Light pierced the arches from above, and I was no longer in the Court of Sorrows, but I saw Ava before me. There she was, standing before the portal of Faerie as a little girl, trying to get back into a kingdom I already ruled as a child. Tiny Ava had tears running down her pink cheeks, and she clutched her Mickey Mouse backpack. She’d loved her mother, Chloe, but no one else in the human world thought she belonged .

My own mother’s voice rang in my thoughts, and the vision disappeared with a rippling of waves, like a stone cast into a lake.

You are dying, Torin.

I had to die at some point, Mother.

I’d always taken pride in being able to take care of people, anticipating their needs and making them comfortable. A king and queen were parents to an entire realm. A flicker of icy panic pierced my dulling thoughts because who would be there to care for them now?

But Ava was safe…

When I’d first walked into the bar to find a tiny brunette fae glaring at me, drunkenly staggering, I never could have imagined this was how it would end.

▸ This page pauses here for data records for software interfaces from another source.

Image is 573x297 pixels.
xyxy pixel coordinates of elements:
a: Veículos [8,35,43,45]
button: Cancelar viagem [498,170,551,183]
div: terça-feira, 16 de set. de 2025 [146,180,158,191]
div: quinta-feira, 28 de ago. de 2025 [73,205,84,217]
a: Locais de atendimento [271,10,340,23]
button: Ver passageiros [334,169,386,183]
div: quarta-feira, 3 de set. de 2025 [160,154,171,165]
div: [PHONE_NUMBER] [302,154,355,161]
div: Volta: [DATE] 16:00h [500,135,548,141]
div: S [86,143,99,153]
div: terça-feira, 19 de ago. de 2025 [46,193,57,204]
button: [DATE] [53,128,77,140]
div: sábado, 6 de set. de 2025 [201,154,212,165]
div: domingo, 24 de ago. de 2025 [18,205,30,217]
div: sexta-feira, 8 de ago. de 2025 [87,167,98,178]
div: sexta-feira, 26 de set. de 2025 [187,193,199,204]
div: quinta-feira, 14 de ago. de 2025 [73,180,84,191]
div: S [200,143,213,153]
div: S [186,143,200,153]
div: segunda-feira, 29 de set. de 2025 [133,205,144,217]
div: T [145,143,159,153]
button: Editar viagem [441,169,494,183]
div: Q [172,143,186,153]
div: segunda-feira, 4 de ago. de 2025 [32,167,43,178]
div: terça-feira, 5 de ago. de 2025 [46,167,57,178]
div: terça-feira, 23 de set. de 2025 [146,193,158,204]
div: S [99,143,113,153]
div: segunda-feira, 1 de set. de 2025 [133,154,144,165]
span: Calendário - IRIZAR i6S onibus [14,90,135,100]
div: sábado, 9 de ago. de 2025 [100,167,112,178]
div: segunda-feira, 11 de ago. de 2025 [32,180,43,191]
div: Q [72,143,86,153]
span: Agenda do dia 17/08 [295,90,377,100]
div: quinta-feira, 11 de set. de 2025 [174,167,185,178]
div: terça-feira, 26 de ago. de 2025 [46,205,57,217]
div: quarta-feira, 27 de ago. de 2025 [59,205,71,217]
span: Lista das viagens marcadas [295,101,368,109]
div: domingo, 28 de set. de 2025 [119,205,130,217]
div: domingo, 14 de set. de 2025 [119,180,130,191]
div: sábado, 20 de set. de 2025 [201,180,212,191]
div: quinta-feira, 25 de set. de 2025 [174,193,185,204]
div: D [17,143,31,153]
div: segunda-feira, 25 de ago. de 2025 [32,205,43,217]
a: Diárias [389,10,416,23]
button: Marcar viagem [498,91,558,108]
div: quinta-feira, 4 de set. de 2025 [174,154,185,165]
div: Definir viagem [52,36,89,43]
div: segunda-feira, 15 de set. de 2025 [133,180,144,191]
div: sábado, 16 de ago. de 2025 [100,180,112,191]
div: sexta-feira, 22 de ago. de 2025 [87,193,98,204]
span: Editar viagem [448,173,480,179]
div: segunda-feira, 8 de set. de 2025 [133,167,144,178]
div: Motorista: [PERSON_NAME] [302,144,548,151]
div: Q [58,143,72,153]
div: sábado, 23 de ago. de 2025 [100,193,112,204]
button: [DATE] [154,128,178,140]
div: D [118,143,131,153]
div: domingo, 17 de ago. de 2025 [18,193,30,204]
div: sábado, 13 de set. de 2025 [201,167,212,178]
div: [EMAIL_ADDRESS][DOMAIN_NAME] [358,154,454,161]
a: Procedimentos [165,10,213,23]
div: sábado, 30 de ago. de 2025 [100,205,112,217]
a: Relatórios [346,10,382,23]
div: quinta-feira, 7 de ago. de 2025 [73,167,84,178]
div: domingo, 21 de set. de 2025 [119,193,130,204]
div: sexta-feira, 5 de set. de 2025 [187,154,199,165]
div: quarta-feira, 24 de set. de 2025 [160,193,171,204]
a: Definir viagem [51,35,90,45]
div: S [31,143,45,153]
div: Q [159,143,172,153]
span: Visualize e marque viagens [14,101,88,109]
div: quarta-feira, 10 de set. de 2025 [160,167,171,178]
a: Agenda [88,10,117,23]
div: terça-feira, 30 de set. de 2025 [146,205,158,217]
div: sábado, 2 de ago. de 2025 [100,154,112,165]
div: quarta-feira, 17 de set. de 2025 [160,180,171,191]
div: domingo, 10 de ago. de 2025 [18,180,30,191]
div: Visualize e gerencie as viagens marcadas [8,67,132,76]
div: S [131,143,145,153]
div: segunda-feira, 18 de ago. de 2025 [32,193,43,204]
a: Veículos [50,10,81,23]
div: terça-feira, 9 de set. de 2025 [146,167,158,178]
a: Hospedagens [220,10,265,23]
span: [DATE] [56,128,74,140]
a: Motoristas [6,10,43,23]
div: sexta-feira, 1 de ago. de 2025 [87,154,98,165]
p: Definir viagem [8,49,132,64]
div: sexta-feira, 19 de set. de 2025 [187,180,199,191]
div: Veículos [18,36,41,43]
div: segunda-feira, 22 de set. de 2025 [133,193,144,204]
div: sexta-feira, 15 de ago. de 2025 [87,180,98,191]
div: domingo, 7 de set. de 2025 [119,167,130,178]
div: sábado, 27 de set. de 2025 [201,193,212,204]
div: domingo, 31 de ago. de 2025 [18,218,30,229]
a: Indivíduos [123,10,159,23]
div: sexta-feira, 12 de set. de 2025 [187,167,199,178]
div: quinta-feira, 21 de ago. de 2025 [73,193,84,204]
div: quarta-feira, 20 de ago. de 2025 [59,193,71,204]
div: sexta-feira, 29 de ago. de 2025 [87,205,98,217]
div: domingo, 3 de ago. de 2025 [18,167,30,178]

Somewhere in my soul dwelled a phantom life, one where Ava was my wife. One where she slept in the crook of my arm and kissed my neck. One where she peered over coffee at me across a morning-lit table.

In my phantom life, she curled up on a bed to read a book next to me.

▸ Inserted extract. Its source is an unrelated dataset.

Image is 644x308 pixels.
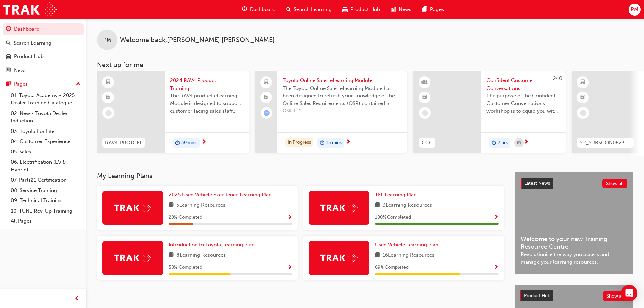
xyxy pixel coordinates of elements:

But that was as tangible as smoke.

She couldn’t be my wife. Though, as my mind hollowed out, I couldn’t quite remember why…it was a stupid reason.

Was that the sound of Ava screaming?

My thoughts rushed back, a wild river careening to different memories etched in my mind. I was with my mom, walking after her. Snow covered the fields, but Faerie still had a queen, so icicles dripped onto the path. In some places, the snow had melted away to reveal bright green blades of grass. When my mother turned to look at me, I felt so proud of her for inviting the spring and for being the most beautiful woman in Faerie. But as we walked deeper into the forest, she wouldn’t stop coughing, and I hated the noise. Why had I felt like she was doing it on purpose? No one is sick on purpose.

I was falling apart because I knew she wouldn’t be able to look after me anymore.

The river of memory veered in another direction, and I was at her bedside, making her a card with a pencil and paper. Someone had convinced me that the magic of wellness could be created through a card.

Another turn of the river.

I was running through the castle hall now, years after Mother died. Orla was screaming, and when I slammed open the door to her room, I found that the fire from the hearth had burned her dress. A nurse was supposed to be looking after her, but the nurse must have fallen asleep. I remember feeling that no one except me was capable of looking after her.

In the Court of Sorrows, I stared at red leaves raining down on me, struck again by the realization that I was dying and that I would never see Ava again, or Orla. Even if my thoughts were about to stop forever, I felt certain I’d miss them horribly.